MADELEINE BRAND, host:

Some 20 million people are traveling by air this Thanksgiving holiday and they'll have to wait in long security lines, coats off, shoes off, laptop out of the bag, but why? Why does your computer have to be taken out of its case before it's X-rayed? The Explainer team at the online magazine Slate has the answer. Here is Slate's Andy Bowers.

ANDY BOWERS reporting:

In theory, a laptop might contain a bomb or hide a weapon. The rule allows screeners to get an unimpeded look at each computer but it also makes it easier for screeners to see whatever else is in the bag. Computers can be large and dense enough to conceal parts of a suitcase in an X-ray image. A knife, for example, might slip through a scanner if it were tucked underneath a heavy laptop.

No one worried too much about electronic devices in carry-on baggage until the 1989 bombing of Pan Am Flight 103 over Lockerbie, Scotland. The device that destroyed the plane and killed 270 people turned out to have been hidden inside a boom box. After this incident, Congress briefly considered banning electronic devices in the cabin. Instead, the FAA asked airlines and airports to exercise more scrutiny over cell phones, radios, alarm clocks, computers and other electronics. For a while, many travelers were asked to turn on their laptops at screening checkpoints to prove that they functioned normally. Security experts said these procedures were a waste of time, since you could easily hide a bomb inside a functioning computer.

By the late '90s, the practice had mostly disappeared but the exact rules for screening laptops seemed to vary from place to place up until 9/11. Since the end of 2001, the removal of laptops from carry-on baggage has been standard practice at US airports. Initially this practice led to a dramatic increase in reports of lost property, as passengers forgot their computers at security checkpoints.

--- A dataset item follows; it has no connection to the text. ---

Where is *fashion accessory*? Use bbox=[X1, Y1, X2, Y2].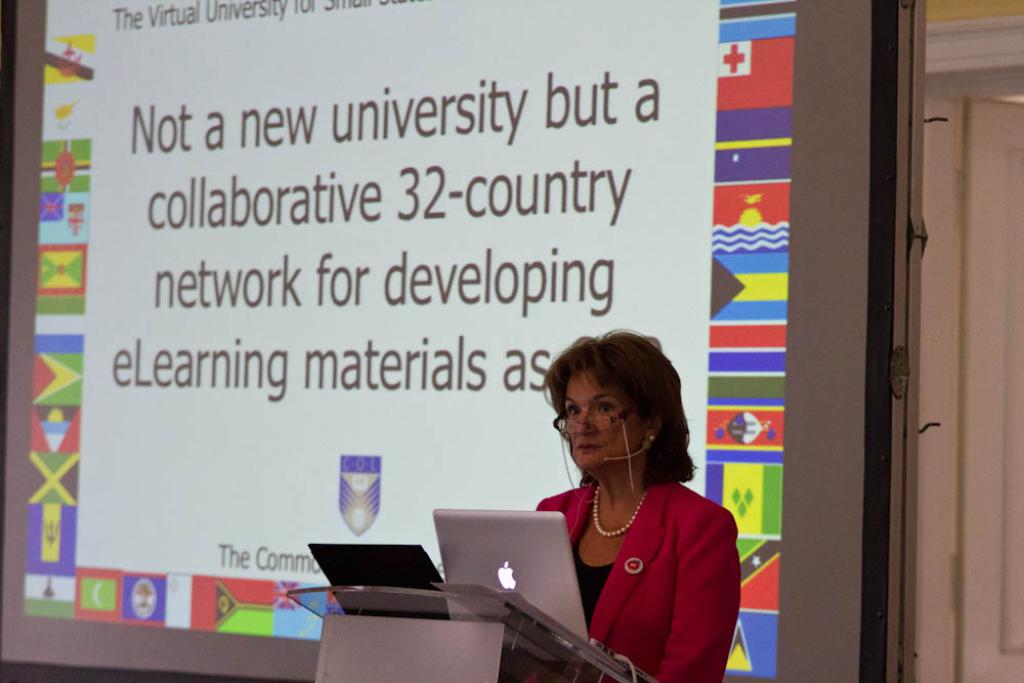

And here's a bonus Explainer. Do other countries make travelers remove laptops from their cases? Some, such as Canada, do, although many European countries do not. Several Slate readers said they've actually been castigated for taking out their laptops unnecessarily. One quoted an airport guard in the United Kingdom as saying, "That's the easiest way to spot an American."

BRAND: Andy Bowers is a Slate senior editor and that Explainer was compiled by Daniel Engber.

Stay with us on DAY TO DAY from NPR News. Transcript provided by NPR, Copyright NPR.

Andy Bowers
Andy Bowers oversees Slate's collaboration with NPR?s daytime news magazine, Day to Day. He helps produce the work of Slate's writers for radio, and can also be heard on the program.